I'm a novelist. After being well-agented for over a decade, getting positively glowing rejection letters from NY editors and repeatedly being told, "Of course
I love it, but this isn't what the American book-buying public wants right now," I back-burnered my writing for years. Last fall, I entered one of my completed novels,
Adelaide Einstein, in the Amazon Breakthrough Novel Award contest on a whim. It advanced no further than the semifinal round, and received a snarky and dismissive PW review, but it also received an average customer rating of 4.75 stars out of 5, over 36 reviews. I decided that NY editors don't really have any idea what the American book-buying public wants, and published both Adelaide and another of my novels,
Snow Ball, independently.
As I went through the process of learning how to publish my manuscripts in Kindle format and trade paperback via CreateSpace, as well as how to promote them, I decided to document everything I'd learned and share it with my fellow authors in order to remove any perceived barriers to taking the indie path. You see, along the way I'd learned that the publishing industry has changed drastically for the worse thanks to industry consolidations, and it's now run on the same blockbuster mentality employed by movie studios. It doesn't matter how good your work is anymore, all that matters is whether or not the publisher thinks your book will sell >40k copies (the former cutoff point for midlist books, which are now largely extinct).
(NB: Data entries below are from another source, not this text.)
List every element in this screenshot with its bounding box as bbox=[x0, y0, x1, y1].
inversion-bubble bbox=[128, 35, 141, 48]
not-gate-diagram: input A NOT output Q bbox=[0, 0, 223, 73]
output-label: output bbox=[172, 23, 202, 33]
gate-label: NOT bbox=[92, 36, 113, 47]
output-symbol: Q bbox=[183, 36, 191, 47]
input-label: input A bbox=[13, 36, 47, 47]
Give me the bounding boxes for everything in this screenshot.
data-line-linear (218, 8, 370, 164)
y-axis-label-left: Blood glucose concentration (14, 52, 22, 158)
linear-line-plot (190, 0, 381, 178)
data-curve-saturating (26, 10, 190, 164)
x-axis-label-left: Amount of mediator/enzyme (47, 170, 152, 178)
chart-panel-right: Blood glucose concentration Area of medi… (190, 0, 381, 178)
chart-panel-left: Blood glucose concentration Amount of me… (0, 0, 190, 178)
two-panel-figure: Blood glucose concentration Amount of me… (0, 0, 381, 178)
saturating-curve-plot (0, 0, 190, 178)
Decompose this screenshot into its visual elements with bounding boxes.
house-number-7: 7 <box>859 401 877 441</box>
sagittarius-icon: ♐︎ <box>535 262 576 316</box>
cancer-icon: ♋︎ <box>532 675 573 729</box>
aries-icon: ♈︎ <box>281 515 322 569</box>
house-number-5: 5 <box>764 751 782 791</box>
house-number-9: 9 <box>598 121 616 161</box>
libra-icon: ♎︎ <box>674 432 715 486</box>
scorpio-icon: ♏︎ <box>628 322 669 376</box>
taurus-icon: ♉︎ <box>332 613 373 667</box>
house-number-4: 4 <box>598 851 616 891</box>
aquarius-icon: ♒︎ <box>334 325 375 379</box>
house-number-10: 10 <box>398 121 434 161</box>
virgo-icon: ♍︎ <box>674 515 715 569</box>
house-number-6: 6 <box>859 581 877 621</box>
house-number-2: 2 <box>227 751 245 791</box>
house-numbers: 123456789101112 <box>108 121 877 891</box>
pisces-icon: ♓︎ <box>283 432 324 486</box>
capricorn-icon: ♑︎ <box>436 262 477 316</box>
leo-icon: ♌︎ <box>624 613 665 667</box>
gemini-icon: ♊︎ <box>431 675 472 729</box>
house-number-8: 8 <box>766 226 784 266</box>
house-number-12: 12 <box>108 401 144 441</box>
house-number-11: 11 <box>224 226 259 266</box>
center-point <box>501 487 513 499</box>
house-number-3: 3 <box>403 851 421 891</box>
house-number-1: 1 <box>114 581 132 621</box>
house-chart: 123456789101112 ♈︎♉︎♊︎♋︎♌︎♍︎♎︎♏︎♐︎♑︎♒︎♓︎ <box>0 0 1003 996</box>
Now that we finally have quality and affordable tools at our disposal there's no reason why we writers shouldn't have an indie movement of our own, in solidarity with our filmmaker and musician peers. All that's needed now is enough quality work being independently published to put the lie to the assumption that indie books are inferior to mainstream-published books. As the movement fares, so fare all of us indies, and that's why I make my Guides available for free.
I've just posted the last individual Guide, The IndieAuthor Guide to Promotion. I will now proceed with combining all the Guides I've written so far, along with some supplemental material, into a book for publication and sale, but even after the book is out I'll keep the free, individual Guides on my site. You can read about my adventures in indie authorship on my
IndieAuthor Blog, and also feel free to take a look at my
CafePress IndieAuthor Shop, the proceeds of which help to subsidize the free Guides and the upkeep costs of my website. Enjoy!